Qualifications in Islamic finance are being offered by four professional institutes and at least 16 universities and business schools.
London is also a leader in Islamic retail banking services, with institutions offering a range of Islamic banking products, such as mortgages and car loans.
The growing demand for Islamic retail banking services is being propelled by the demographic transformation taking place in Britain. The Muslim population of Britain will top 3.3 million sometime before the end of 2013 to reach around 5.2% of the overall population of 63 million, according to figures extrapolated from a recent study on the growth of the Muslim population in Europe.
This demographic earthquake -- which is being attributed to large-scale immigration, coupled with high Muslim birth rates and growing numbers of British converts -- is transforming the country's business landscape.
More than one-third of all small- and medium-sized companies in London are believed to be Muslim-owned, and British Muslims contribute at least £30 billion to the economy, according to a new report published by the Muslim Council of Britain.
The demographic changes are also contributing to the establishment of parallel Islamic financial and legal systems in British public life.

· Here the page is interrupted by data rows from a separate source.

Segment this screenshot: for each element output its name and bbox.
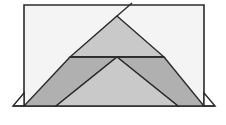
figure-canvas <box>0 0 226 125</box>
shape-layer <box>13 5 215 106</box>
figure-svg <box>0 0 226 125</box>
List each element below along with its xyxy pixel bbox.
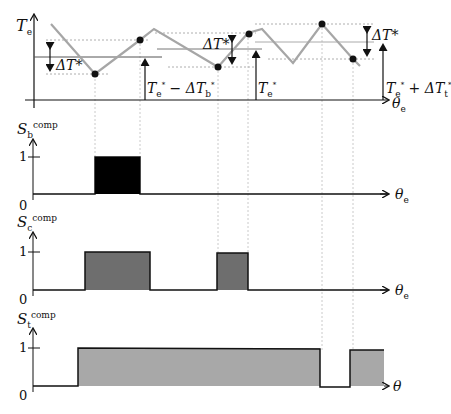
st-y-label: Stcomp	[17, 312, 56, 327]
sb-pulse	[95, 157, 140, 194]
sc-y-label: Sccomp	[17, 215, 57, 230]
top-y-label: Te	[16, 18, 32, 34]
sc-tick-0: 0	[19, 293, 27, 306]
sb-tick-0: 0	[19, 199, 27, 212]
st-plot	[28, 329, 388, 392]
delta-label-left: ΔT*	[56, 58, 82, 72]
level-b-label: Te* − ΔTb*	[147, 81, 215, 95]
delta-label-mid: ΔT*	[203, 37, 229, 51]
st-tick-1: 1	[19, 341, 27, 354]
sc-plot	[28, 233, 388, 296]
sb-plot	[28, 140, 388, 200]
sc-x-label: θe	[395, 283, 409, 297]
sb-y-label: Sbcomp	[17, 122, 58, 137]
sc-tick-1: 1	[19, 245, 27, 258]
sb-x-label: θe	[395, 187, 409, 201]
st-tick-0: 0	[19, 389, 27, 402]
delta-label-right: ΔT*	[372, 28, 398, 42]
level-t-label: Te* + ΔTt*	[386, 81, 451, 95]
st-x-label: θ	[393, 379, 401, 393]
level-e-label: Te*	[258, 81, 276, 95]
sb-tick-1: 1	[19, 150, 27, 163]
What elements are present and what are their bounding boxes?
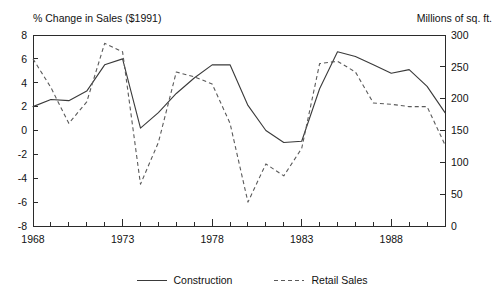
- series-line-retail-sales: [33, 43, 445, 202]
- svg-text:1978: 1978: [200, 233, 224, 245]
- svg-text:50: 50: [451, 188, 463, 200]
- svg-text:2: 2: [21, 100, 27, 112]
- svg-text:1983: 1983: [290, 233, 314, 245]
- chart-container: % Change in Sales ($1991) Millions of sq…: [0, 0, 504, 301]
- line-chart-plot: 86420-2-4-6-8 300250200150100500 1968197…: [0, 0, 504, 301]
- svg-text:0: 0: [451, 220, 457, 232]
- svg-text:150: 150: [451, 124, 469, 136]
- svg-text:-8: -8: [18, 220, 27, 232]
- svg-text:1988: 1988: [380, 233, 404, 245]
- data-series-group: [33, 43, 445, 202]
- legend-item-construction: Construction: [137, 274, 233, 286]
- chart-legend: Construction Retail Sales: [0, 270, 504, 290]
- svg-text:-2: -2: [18, 148, 27, 160]
- plot-frame: [33, 35, 445, 226]
- svg-text:6: 6: [21, 53, 27, 65]
- x-axis-tick-labels: 19681973197819831988: [21, 233, 403, 245]
- legend-label-construction: Construction: [174, 274, 233, 286]
- svg-text:100: 100: [451, 156, 469, 168]
- series-line-construction: [33, 52, 445, 143]
- legend-swatch-dashed: [274, 276, 304, 285]
- svg-text:300: 300: [451, 29, 469, 41]
- svg-text:1968: 1968: [21, 233, 45, 245]
- svg-text:1973: 1973: [111, 233, 135, 245]
- legend-label-retail-sales: Retail Sales: [311, 274, 367, 286]
- right-axis-ticks: [440, 35, 445, 226]
- svg-text:200: 200: [451, 92, 469, 104]
- legend-item-retail-sales: Retail Sales: [274, 274, 367, 286]
- svg-text:-4: -4: [18, 172, 27, 184]
- x-axis-ticks: [33, 219, 445, 226]
- left-axis-ticks: [33, 35, 38, 226]
- left-axis-tick-labels: 86420-2-4-6-8: [18, 29, 28, 232]
- svg-text:0: 0: [21, 124, 27, 136]
- svg-text:250: 250: [451, 61, 469, 73]
- right-axis-tick-labels: 300250200150100500: [451, 29, 469, 232]
- svg-text:4: 4: [21, 77, 27, 89]
- legend-swatch-solid: [137, 276, 167, 285]
- svg-text:-6: -6: [18, 196, 27, 208]
- svg-text:8: 8: [21, 29, 27, 41]
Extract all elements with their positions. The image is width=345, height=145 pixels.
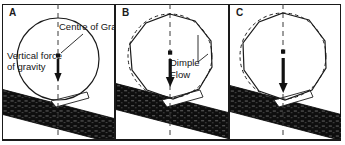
leader-line-cog: [61, 34, 83, 53]
ground-slope: [116, 82, 228, 140]
figure-root: A Centre of Gravity Vertical force of gr…: [0, 0, 345, 145]
panel-c-letter: C: [236, 8, 243, 18]
panel-a: A Centre of Gravity Vertical force of gr…: [3, 4, 114, 140]
vertical-force-label-line1: Vertical force: [7, 50, 62, 61]
vertical-force-label-line2: of gravity: [7, 61, 46, 72]
ground-slope: [230, 84, 341, 140]
centre-of-gravity-label: Centre of Gravity: [59, 21, 114, 32]
panel-c-graphic: [230, 4, 341, 140]
panel-b: B Dimple Flow: [116, 4, 228, 140]
centre-of-gravity-dot: [168, 51, 172, 55]
panel-c: C: [230, 4, 341, 140]
panel-b-letter: B: [122, 8, 129, 18]
dimple-flow-label-line2: Flow: [170, 69, 190, 80]
dimple-flow-label-line1: Dimple: [170, 57, 200, 68]
figure-baseline: [2, 139, 341, 141]
centre-of-gravity-dot: [281, 50, 285, 54]
gravity-arrow: [279, 58, 288, 93]
gravity-arrow: [54, 59, 61, 82]
panel-a-letter: A: [9, 8, 16, 18]
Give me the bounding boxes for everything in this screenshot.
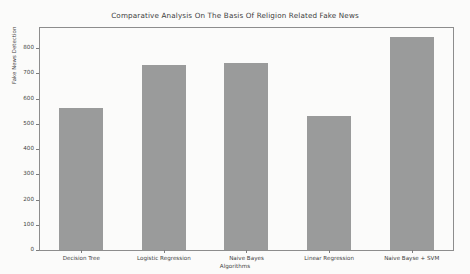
bar-slot <box>40 28 123 250</box>
y-axis-tick-label: 600 <box>23 95 34 101</box>
bar[interactable] <box>142 65 186 250</box>
x-axis-tick: Naive Bayes <box>205 250 288 274</box>
x-axis-tick-mark <box>164 250 165 253</box>
x-axis-tick-label: Naive Bayse + SVM <box>384 255 439 261</box>
y-axis-tick-label: 100 <box>23 221 34 227</box>
plot-area <box>40 28 453 250</box>
bar-slot <box>370 28 453 250</box>
x-axis-tick-label: Logistic Regression <box>137 255 191 261</box>
x-axis-ticks: Decision TreeLogistic RegressionNaive Ba… <box>40 250 453 274</box>
y-axis-tick-label: 500 <box>23 120 34 126</box>
y-axis-ticks: 0100200300400500600700800 <box>0 28 39 250</box>
x-axis-label: Algorithms <box>0 263 470 269</box>
bar[interactable] <box>390 37 434 250</box>
x-axis-tick-mark <box>412 250 413 253</box>
x-axis-tick: Decision Tree <box>40 250 123 274</box>
bar[interactable] <box>59 108 103 250</box>
y-axis-tick-label: 300 <box>23 170 34 176</box>
y-axis-tick-label: 800 <box>23 44 34 50</box>
x-axis-tick-label: Linear Regression <box>304 255 354 261</box>
x-axis-tick: Linear Regression <box>288 250 371 274</box>
y-axis-tick-label: 700 <box>23 69 34 75</box>
x-axis-tick-mark <box>329 250 330 253</box>
bar-slot <box>205 28 288 250</box>
bar-chart-figure: Comparative Analysis On The Basis Of Rel… <box>0 0 470 274</box>
y-axis-tick-label: 0 <box>30 246 34 252</box>
x-axis-tick: Logistic Regression <box>123 250 206 274</box>
bar[interactable] <box>307 116 351 250</box>
bar-slot <box>123 28 206 250</box>
x-axis-tick: Naive Bayse + SVM <box>370 250 453 274</box>
bar-slot <box>288 28 371 250</box>
y-axis-tick-label: 200 <box>23 196 34 202</box>
x-axis-tick-mark <box>246 250 247 253</box>
y-axis-tick-label: 400 <box>23 145 34 151</box>
x-axis-tick-label: Decision Tree <box>63 255 100 261</box>
bar[interactable] <box>224 63 268 250</box>
x-axis-tick-label: Naive Bayes <box>229 255 264 261</box>
chart-title: Comparative Analysis On The Basis Of Rel… <box>0 11 470 20</box>
x-axis-tick-mark <box>81 250 82 253</box>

In 2012, the British government began offering Muslim workers a Sharia-compliant pension fund in the public sector. A new government agency, the National Employment Savings Trust (NEST), will give Muslims who do not already have a company pension the option of investing in the HSBC Life Amanah Pension Fund, a Sharia-compliant pension scheme. The initial target market comprises some 200,000 Muslims in Britain.
In June 2011, Pointon York, an independent financial services company based in Leicestershire in central England, announced that it will begin offering four Sharia-compliant Self-Invested Personal Pensions (SIPP) products that comply with Islamic law.
Pointon York was the first specialist SIPP provider to receive Sharia-compliant accreditation by the Islamic Bank of Britain (IBB), which has pioneered Islamic retail banking in the United Kingdom. The IBB will supervise the entire life-cycle of Pointon York's pension funds to ensure full compliance with Sharia legal principles.
Muslim families in Britain can already acquire Sharia-compliant baby bonds under the British government's Child Trust Fund scheme. In 2008, Britain's Financial Services Authority (FSA) authorized the establishment of the country's first Islamic insurance company as well as the country's first Sharia MasterCard, called the Cordoba Gold MasterCard.
In addition, takaful, a type of Islamic insurance, reached a new high in 2012, with premiums estimated to have reached around $30 billion, according to The City UK, the financial services lobby group.
PM Cameron told the economic forum that Britain has also taken steps to ensure that Muslims are not discriminated against by implementing measures ending "double taxation" on Islamic mortgages and introducing alternative forms of student and start-up loans to comply with a ban on interest payments. "Never again should a Muslim in Britain feel unable to go to university because they cannot get a student loan simply because of their religion," he said.
But some are saying that Britain should go even farther in aligning its financial system with Sharia law. In an interview with the newspaper London24, Jodie Ginsberg of Demos Finance, a financial services research firm, said: "David Cameron is right to throw Britain's doors open to the Muslim world to showcase our trading wares. But we should also use this forum as an opportunity to consider how the principles of Islamic finance itself, not just the money generated in the Muslim world, might be applied in the UK. Islamic finance is one of the few models successfully to have weathered the 2008 credit crunch and its aftermath."
Speaking on a stage that included Jordanian King Abdullah and the Sultan of Brunei, Cameron dismissed criticism of increasing foreign ownership in Britain: "I know some people look at foreign companies investing in our businesses, financing our infrastructure or taking over our football clubs and ask, shouldn't we do something to stop it? Well, let me tell you, the answer is no."